PROVIDED ENTRIES:
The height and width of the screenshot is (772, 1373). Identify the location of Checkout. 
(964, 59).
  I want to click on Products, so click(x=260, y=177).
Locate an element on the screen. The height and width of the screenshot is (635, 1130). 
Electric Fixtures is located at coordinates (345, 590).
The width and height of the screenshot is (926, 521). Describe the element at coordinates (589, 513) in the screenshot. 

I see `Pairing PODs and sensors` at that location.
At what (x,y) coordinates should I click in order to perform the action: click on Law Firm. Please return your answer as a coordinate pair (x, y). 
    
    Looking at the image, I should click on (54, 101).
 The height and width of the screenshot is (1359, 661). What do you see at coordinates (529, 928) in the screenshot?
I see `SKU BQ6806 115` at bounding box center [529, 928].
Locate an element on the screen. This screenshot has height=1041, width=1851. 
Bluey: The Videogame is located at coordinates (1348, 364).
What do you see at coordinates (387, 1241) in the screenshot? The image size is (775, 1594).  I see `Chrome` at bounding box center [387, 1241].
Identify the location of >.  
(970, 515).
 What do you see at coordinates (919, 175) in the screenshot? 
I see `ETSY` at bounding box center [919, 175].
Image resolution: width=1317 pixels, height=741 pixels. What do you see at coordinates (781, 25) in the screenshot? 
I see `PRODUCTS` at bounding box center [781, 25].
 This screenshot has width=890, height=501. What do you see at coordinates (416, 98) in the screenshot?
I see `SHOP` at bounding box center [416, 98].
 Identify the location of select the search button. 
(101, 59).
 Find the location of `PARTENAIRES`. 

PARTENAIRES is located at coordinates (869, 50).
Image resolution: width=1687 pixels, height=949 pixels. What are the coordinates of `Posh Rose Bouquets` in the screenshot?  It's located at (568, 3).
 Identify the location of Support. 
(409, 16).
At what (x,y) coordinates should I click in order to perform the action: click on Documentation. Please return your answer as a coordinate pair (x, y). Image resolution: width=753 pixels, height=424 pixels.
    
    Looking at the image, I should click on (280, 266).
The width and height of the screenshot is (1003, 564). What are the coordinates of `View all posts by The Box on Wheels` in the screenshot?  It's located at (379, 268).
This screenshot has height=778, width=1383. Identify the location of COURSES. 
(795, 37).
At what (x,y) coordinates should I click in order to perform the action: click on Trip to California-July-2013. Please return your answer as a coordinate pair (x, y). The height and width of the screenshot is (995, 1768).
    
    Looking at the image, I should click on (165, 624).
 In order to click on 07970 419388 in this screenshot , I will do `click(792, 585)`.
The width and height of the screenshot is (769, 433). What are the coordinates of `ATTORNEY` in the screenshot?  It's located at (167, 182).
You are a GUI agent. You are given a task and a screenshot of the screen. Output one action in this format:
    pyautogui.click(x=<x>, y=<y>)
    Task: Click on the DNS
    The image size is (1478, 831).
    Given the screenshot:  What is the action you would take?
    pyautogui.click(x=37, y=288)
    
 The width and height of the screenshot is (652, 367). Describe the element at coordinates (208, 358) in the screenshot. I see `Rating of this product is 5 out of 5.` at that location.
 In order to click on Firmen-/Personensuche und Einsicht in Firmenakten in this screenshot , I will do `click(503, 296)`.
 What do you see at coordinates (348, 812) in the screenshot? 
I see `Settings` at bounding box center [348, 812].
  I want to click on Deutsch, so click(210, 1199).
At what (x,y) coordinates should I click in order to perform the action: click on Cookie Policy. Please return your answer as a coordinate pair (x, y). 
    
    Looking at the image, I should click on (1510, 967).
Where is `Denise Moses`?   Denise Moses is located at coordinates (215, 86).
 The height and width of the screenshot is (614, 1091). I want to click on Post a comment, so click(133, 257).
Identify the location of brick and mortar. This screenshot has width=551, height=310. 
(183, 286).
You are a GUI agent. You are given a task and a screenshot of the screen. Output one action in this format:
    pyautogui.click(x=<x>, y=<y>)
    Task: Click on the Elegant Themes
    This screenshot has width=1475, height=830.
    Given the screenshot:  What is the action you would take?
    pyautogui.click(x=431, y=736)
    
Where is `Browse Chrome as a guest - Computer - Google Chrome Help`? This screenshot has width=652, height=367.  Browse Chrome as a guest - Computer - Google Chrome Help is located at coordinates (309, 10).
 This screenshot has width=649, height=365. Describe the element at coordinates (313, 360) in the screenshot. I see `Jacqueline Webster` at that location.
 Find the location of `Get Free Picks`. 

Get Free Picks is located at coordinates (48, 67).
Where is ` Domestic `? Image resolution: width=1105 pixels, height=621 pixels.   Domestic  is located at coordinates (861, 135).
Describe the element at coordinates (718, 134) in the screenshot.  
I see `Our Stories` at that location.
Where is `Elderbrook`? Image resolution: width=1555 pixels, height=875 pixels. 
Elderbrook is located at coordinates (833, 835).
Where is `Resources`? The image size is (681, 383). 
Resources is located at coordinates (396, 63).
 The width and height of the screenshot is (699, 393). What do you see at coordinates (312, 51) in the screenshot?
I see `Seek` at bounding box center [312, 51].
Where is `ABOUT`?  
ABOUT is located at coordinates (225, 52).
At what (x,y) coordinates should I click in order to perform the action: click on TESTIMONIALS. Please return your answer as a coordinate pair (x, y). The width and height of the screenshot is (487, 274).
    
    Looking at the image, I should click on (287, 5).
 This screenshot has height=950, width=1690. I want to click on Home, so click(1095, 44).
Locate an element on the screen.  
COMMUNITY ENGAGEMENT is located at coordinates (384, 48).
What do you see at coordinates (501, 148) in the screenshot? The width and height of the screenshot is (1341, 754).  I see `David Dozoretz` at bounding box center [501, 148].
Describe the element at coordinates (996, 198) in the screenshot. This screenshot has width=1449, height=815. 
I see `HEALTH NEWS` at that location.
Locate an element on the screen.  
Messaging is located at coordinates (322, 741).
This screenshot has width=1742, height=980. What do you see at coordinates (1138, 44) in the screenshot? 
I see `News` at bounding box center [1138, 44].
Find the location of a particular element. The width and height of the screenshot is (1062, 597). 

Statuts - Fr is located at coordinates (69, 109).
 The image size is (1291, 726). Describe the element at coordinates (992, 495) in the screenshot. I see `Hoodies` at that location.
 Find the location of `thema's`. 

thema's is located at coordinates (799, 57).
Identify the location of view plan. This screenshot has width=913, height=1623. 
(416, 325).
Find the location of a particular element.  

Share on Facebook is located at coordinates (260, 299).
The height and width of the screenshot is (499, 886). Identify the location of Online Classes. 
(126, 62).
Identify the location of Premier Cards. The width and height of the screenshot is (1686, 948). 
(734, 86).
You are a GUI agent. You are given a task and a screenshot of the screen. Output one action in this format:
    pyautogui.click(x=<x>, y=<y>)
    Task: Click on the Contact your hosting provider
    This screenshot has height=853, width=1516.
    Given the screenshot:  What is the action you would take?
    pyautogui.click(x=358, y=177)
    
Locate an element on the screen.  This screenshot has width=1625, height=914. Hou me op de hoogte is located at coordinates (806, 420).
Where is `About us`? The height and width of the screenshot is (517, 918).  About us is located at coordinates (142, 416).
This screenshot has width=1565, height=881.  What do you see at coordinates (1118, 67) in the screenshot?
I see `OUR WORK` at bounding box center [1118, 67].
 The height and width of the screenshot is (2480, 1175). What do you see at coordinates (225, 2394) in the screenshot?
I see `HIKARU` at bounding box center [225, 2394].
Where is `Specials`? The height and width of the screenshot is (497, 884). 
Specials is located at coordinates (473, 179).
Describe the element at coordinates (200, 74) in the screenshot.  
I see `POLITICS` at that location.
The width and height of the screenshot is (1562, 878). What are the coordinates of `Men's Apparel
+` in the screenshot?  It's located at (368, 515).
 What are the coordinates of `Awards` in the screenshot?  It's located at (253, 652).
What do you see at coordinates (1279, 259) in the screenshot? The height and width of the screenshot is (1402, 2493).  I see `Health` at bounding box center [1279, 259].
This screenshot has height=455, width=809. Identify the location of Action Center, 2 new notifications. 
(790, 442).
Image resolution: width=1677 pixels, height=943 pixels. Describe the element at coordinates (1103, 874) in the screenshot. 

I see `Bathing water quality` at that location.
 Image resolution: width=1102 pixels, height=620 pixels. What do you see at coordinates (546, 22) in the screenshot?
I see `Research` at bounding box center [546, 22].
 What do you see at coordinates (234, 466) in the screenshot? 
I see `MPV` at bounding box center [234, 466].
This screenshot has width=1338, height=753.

ACTIVITY:
From the listing above, return each line with the word "will".

FINISHED EXERCISE:
 In order to click on 07970 419388 in this screenshot , I will do `click(792, 585)`.
 In order to click on Firmen-/Personensuche und Einsicht in Firmenakten in this screenshot , I will do `click(503, 296)`.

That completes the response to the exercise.